In the end, Boss Tweed’s greed was too great, and his exploitation was too brazen. The New York Times exposed the rampant corruption, and the cartoons of Thomas Nast in Harper’s Weekly lampooned the Tweed Ring for its illegal activities. In October 1871, Tweed was arrested and indicted shortly thereafter. He was tried in 1873, found guilty of forgery and larceny, and sentenced to twelve years in prison. He escaped in disguise to Cuba and thence to Spain in 1875 by paying $60,000 in bribes, but he was recaptured, returned to New York, and died in jail in 1878.  
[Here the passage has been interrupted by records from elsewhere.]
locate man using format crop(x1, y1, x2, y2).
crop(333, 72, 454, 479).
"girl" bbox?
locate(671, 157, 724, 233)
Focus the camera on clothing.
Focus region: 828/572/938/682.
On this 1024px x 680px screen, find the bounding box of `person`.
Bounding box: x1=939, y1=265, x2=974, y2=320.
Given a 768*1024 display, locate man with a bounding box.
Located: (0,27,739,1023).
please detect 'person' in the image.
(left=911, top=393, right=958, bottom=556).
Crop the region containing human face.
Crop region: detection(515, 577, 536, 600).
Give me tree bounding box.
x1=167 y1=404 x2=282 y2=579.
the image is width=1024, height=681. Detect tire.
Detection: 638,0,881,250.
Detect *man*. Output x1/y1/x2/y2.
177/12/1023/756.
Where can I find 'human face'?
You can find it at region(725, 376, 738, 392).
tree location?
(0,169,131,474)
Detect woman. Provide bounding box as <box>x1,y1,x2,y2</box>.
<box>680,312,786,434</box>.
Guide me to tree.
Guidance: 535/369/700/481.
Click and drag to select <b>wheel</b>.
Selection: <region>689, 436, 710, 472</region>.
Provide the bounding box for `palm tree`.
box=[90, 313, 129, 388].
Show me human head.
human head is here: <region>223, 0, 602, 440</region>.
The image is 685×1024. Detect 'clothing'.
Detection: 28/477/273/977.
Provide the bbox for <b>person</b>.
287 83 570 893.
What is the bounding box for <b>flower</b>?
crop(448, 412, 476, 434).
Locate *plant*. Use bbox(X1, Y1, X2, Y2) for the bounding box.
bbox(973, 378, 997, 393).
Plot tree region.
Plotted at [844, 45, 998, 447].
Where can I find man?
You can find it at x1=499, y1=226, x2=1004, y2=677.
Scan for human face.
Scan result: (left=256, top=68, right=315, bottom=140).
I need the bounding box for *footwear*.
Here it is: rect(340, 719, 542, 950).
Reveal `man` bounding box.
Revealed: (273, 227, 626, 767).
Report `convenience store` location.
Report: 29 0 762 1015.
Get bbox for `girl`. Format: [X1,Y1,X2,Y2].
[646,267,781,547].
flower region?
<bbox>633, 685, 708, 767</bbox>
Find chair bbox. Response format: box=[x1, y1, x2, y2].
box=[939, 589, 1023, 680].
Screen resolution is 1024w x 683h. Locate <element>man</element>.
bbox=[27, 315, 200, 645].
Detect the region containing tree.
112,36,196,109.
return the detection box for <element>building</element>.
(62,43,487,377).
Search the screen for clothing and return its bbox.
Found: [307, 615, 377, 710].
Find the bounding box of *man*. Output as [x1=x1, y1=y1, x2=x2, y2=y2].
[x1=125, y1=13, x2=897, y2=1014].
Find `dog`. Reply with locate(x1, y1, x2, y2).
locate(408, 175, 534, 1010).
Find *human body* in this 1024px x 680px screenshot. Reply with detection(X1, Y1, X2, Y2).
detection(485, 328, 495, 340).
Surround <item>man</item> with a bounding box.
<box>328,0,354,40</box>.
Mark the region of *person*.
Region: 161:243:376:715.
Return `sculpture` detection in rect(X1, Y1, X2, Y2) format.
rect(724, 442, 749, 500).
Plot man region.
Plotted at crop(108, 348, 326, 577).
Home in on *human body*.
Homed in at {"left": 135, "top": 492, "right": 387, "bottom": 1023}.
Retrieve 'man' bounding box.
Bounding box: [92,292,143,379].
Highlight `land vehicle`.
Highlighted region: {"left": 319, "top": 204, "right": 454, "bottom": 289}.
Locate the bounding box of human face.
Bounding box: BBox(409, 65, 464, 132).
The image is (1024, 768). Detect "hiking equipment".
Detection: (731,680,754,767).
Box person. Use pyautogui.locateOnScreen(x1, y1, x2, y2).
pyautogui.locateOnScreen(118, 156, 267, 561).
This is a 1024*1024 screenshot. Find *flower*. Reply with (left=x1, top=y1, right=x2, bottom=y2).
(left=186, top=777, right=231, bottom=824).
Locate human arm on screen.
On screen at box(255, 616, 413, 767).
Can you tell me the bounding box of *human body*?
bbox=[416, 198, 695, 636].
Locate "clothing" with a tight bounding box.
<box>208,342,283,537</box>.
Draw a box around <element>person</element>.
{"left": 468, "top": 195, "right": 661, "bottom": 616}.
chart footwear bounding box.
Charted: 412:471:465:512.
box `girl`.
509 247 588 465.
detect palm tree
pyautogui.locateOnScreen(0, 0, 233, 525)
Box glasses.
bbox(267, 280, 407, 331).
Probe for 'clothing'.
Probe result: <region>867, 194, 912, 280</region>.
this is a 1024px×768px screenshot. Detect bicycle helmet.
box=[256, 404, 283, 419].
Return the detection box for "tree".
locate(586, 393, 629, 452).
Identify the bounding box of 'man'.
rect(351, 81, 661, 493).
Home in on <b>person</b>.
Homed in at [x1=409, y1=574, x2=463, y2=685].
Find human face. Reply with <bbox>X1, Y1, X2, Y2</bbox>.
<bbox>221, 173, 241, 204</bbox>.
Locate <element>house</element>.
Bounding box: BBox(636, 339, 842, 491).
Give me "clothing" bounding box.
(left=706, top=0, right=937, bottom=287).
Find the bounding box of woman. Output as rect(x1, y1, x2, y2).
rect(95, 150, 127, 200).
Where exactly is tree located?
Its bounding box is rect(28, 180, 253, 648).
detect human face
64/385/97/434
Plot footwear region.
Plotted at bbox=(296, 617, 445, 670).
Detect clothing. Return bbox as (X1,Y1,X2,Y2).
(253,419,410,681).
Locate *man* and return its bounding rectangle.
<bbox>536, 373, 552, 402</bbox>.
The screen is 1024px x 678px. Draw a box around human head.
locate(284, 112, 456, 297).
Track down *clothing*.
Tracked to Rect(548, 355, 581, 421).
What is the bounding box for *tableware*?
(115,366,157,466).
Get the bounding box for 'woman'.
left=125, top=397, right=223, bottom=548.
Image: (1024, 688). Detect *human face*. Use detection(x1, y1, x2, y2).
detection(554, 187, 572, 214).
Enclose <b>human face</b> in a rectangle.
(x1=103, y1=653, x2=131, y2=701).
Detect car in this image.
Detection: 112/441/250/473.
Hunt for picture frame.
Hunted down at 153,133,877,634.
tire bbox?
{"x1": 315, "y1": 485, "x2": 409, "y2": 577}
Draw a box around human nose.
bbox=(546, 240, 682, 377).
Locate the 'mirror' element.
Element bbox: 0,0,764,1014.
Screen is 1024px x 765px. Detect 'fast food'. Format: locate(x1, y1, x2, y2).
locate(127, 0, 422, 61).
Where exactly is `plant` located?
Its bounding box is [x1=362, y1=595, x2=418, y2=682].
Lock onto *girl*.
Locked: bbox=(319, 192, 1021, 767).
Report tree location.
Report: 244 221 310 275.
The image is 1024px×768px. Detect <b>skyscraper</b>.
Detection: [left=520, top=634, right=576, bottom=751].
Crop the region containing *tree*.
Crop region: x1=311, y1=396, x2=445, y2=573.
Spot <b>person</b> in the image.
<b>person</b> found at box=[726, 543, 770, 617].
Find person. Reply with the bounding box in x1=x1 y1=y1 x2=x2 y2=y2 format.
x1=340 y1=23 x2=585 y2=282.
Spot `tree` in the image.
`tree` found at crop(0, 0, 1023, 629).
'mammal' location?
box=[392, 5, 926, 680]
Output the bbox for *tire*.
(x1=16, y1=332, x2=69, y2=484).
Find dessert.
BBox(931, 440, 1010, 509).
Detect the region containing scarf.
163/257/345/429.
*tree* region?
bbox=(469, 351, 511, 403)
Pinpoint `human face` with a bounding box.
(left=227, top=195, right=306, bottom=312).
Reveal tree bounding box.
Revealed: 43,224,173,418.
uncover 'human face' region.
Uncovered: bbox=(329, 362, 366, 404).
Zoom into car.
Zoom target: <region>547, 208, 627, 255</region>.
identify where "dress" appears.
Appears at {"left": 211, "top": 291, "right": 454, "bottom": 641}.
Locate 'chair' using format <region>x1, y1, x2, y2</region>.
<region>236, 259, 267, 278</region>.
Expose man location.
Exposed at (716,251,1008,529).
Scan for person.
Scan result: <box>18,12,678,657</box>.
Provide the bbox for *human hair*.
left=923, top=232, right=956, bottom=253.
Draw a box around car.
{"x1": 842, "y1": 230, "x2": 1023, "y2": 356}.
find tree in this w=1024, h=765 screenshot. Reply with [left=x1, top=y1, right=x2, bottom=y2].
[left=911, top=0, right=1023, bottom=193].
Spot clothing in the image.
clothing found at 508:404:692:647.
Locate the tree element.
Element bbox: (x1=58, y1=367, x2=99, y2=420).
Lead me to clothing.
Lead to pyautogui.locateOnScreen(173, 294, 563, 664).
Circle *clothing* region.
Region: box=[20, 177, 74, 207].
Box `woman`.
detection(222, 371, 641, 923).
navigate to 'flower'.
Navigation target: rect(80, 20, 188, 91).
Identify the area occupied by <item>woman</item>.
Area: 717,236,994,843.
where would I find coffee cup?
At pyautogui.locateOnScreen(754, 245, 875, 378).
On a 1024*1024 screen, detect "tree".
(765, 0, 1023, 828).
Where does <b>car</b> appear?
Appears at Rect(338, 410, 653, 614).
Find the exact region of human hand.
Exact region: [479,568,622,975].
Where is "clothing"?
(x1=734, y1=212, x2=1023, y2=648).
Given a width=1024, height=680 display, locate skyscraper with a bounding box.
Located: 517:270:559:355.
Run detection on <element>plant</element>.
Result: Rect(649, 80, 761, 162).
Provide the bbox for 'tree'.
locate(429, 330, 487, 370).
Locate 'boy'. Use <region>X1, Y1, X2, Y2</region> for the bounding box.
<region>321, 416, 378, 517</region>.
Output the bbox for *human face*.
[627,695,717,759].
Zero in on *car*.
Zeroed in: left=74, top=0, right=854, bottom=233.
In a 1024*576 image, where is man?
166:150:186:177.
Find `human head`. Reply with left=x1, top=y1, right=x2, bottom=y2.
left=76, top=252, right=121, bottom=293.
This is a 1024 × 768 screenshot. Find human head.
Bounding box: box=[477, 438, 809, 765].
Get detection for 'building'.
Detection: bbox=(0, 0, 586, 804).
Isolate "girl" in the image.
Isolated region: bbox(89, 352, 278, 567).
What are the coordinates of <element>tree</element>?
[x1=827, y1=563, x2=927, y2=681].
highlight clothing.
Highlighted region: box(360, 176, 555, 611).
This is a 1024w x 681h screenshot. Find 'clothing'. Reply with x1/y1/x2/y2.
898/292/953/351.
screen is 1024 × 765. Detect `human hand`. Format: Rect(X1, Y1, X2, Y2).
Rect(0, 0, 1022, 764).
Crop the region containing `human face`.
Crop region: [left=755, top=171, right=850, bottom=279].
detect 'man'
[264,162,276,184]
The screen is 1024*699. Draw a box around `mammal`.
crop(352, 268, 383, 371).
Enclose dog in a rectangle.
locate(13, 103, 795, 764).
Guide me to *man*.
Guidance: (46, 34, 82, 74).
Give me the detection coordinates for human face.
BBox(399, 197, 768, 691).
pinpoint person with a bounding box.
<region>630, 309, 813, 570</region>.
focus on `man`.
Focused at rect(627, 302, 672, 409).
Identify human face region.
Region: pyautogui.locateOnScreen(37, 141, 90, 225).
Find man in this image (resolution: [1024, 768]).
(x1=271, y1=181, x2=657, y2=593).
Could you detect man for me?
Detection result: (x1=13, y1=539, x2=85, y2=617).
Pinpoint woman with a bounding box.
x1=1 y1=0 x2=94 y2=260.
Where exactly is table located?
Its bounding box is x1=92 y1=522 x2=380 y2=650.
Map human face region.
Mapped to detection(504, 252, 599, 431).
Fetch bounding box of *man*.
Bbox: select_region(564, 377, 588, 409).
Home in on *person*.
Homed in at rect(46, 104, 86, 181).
The immoderation of Boss Tweed and Tammany Hall represented some of the worst political excesses of the late nineteenth-century Gilded Age. Many different groups of reformers would seek to restore principles of rule of law and equal opportunity in politics and society in the coming decades. American self-government depends upon moderate political leaders and citizens working toward the common good.  

Analysis Questions

  • What problems did Boss Tweed and his political machine attempt to address in New York City?  
  • What are some examples of immoderation of the Tweed Ring?  
  • How did the greed of the Tweed Ring contribute to the corruption of the political system?  
  • Did Boss Tweed accept justice for his greed and illegal activities?  
  • Did he take responsibility for his actions? Or, did he seek to evade justice and responsibility to the end of his life? Explain your answers.   
  • Why is immoderation, or acting without self-restraint, so destructive to a healthy political system and civil society?